Greenwich Village Bohemia: A Winter Wonderland Turns Into An American Renaissance(Part II).© Robert Edward Bell
Nov 1, 2004
Greenwich Village Bohemia: A
Winter Wonderland Truns Into An
American Renaissance (Part II).
As the snow rained downwards upon the meadows
of another New York skyline, there must have
been a feeling in the air in the winter of
that something new was about to happen, and little would the village suspect who was about
to come rolling into town with that early morning fog that seems to hang over the city so serenely
in early morning twilight. 1964 was one of those
years that will always stand out in memory for
New York City. It was the year where attitudes and the way that people view themselves in New
York was about to change. The world of the 1950's was fixing to transform into a new cultural explosion in the arts. The Beatles had
not yet hit the Ed Sullivan show, but they were about to, and the realities of Vietnam had not
hit the city streets in most small towns. The
blanket of snow that seems to cover New York at
this time of the year could have served as a kind
of a curtain foreshadowing the production of some
grand event. Life seems to take us to those
places sometimes. A person may not know what is
coming, but he or she can feel it in the air. Shakespeare stated once that, "All life is a
stage, and that we are merely but players...";
maybe he was thinking of Jack Kerouac on the morning when our then young beat writer, originator of a new genre of writing, and the
eventual King of the literary beat scene came
rolling into Greenwich on the wheels of some beat
up old chrysler, bouncing down that highway
known as freedom, looking for a life that had
long since left him. Of course, he did not know
that then, as he was keeping his first notes on
an autobiographical memoir, that would inherently
turn into a new novel a year later entitled,
"Desolation Angels." Part of the novel experimented with a technique that was popular
with some of the beat writers in those days. Kerouac became involved in an obcession of taping
the conversations of his friends, as they would
drive around the country. Part of this hobby
came from a desire to play with some of the new
technology that was currently becoming available
at the time in America. Tape recording devices
were relatively new, and Kerouac, Burroughs,
and Ginsberg began to have fun taping themselves
at the end of all night parties, or taking down
thoughts and rearranging those thoughts on tape.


▶ EXERCISE DESCRIPTION: In your answer, copy every entry that follows exactly.

*** Begin section ***

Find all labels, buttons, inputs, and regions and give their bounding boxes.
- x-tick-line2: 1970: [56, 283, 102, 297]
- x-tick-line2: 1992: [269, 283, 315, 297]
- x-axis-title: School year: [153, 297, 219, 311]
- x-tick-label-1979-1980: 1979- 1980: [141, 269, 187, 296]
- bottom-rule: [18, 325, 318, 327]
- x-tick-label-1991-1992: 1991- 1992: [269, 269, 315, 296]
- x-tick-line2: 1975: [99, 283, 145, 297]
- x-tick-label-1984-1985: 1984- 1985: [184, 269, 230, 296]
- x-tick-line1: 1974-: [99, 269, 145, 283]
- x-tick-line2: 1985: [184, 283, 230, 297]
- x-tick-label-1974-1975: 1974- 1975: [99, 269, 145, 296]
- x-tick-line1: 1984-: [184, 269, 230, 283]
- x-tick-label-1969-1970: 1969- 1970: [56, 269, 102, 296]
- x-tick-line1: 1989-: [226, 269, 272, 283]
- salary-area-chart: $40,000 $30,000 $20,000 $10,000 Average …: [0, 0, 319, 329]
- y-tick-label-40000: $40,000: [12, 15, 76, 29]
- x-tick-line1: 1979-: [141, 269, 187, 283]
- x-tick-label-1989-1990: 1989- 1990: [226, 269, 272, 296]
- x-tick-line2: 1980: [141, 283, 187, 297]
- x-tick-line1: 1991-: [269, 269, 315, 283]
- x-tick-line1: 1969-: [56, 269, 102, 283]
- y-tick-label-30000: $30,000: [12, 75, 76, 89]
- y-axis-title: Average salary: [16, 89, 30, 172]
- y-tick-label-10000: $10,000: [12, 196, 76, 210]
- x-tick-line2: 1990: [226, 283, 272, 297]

*** End section ***

▶ PROBLEM SOLUTION:
Find all labels, buttons, inputs, and regions and give their bounding boxes.
- x-tick-line2: 1970: [56, 283, 102, 297]
- x-tick-line2: 1992: [269, 283, 315, 297]
- x-axis-title: School year: [153, 297, 219, 311]
- x-tick-label-1979-1980: 1979- 1980: [141, 269, 187, 296]
- bottom-rule: [18, 325, 318, 327]
- x-tick-label-1991-1992: 1991- 1992: [269, 269, 315, 296]
- x-tick-line2: 1975: [99, 283, 145, 297]
- x-tick-label-1984-1985: 1984- 1985: [184, 269, 230, 296]
- x-tick-line1: 1974-: [99, 269, 145, 283]
- x-tick-line2: 1985: [184, 283, 230, 297]
- x-tick-label-1974-1975: 1974- 1975: [99, 269, 145, 296]
- x-tick-line1: 1984-: [184, 269, 230, 283]
- x-tick-label-1969-1970: 1969- 1970: [56, 269, 102, 296]
- x-tick-line1: 1989-: [226, 269, 272, 283]
- salary-area-chart: $40,000 $30,000 $20,000 $10,000 Average …: [0, 0, 319, 329]
- y-tick-label-40000: $40,000: [12, 15, 76, 29]
- x-tick-line1: 1979-: [141, 269, 187, 283]
- x-tick-label-1989-1990: 1989- 1990: [226, 269, 272, 296]
- x-tick-line2: 1980: [141, 283, 187, 297]
- x-tick-line1: 1991-: [269, 269, 315, 283]
- x-tick-line1: 1969-: [56, 269, 102, 283]
- y-tick-label-30000: $30,000: [12, 75, 76, 89]
- y-axis-title: Average salary: [16, 89, 30, 172]
- y-tick-label-10000: $10,000: [12, 196, 76, 210]
- x-tick-line2: 1990: [226, 283, 272, 297]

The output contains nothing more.